Physicists today, he says, are not supposed to believe in God. But he does, though I suspect that in itself would not reduce his salary. What may well do, however, is his belief that the Cosmological Singularity is God. In other words, he believes that contemporary physics has found God and that physics explains Christianity. In fact, it is probably true to say that Tipler does not believe at all. There is no need, for he feels he has proved Christianity through physics.

finishing with
I doubt this book will make many converts. Believers will continue to believe, perhaps with a little more confidence, and skeptics will continue to doubt, perhaps with a little less. But Tipler should not be ignored by anybody. His great virtue is that he dramatizes the possibility that there is a deep and so far unknown connection between our faiths, our intuitions and our knowledge. He is due, at the very least, for a salary review.

I haven't got far enough into Tipler's book to comment, except to say this:
1. Tipler is a devout Christian who accepts the concept of the multiverse (that is, the concept that there are many universes, not just ours). That is one interpretation of quantum theory, and an unpopular one among Christians. It is more popular among atheists because they hope it will dispose of the fact that our universe is elaborately fine tuned for life. ("Oh yeah, but what about all the millions of universes that flopped?")

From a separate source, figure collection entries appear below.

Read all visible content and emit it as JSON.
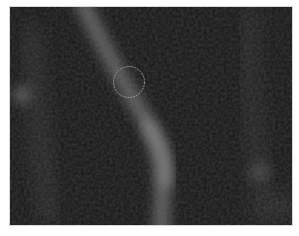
{
  "image": {
    "kind": "fluorescence micrograph",
    "background_color": "#141414",
    "page_background": "#ffffff",
    "roi_marker": {
      "shape": "circle",
      "center_x": 129,
      "center_y": 82,
      "radius": 16,
      "color": "#9a9a9a",
      "style": "dashed"
    }
  }
}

2. Don't bother to write to tell me that some of Tipler's ideas are strange. Yes, I see that. I agree with Appleyard, however, that he should not be dismissed. By the way, Tipler is also the author of The Physics of Immortality, critically reviewed here, here, and here. When both the Internet atheists and the Christian ministries to scientists agree on not being able to say enough bad about Tipler, I can reasonably suspect he has a few things to say that are worth hearing.

3. I would be happy to hear about other Christians/theists who are obviously sincere in their views and think that the multiverse is a reasonable idea. I will need to write something about that soon.

Tipler’s Physics of Christianity is also reviewed here, here, and here. Usual stuff. Read the first chapter here.

My other blog is the Post-Darwinist, detailing events of interest in the intelligent design controversy.

Toronto-based Canadian journalist Denyse O'Leary (www.designorchance.com) is the author of the multiple award-winning By Design or by Chance? (Augsburg Fortress 2004), anoverview of the intelligent design controversy, and of Faith@Science. She was named CBA Canada's Recommended Author of the Year in 2005 and is co-author, with Montreal neuroscientist Mario Beauregard, of the forthcoming The Spiritual Brain: A neuroscientist's case for the existence of the soul (Harper 2007).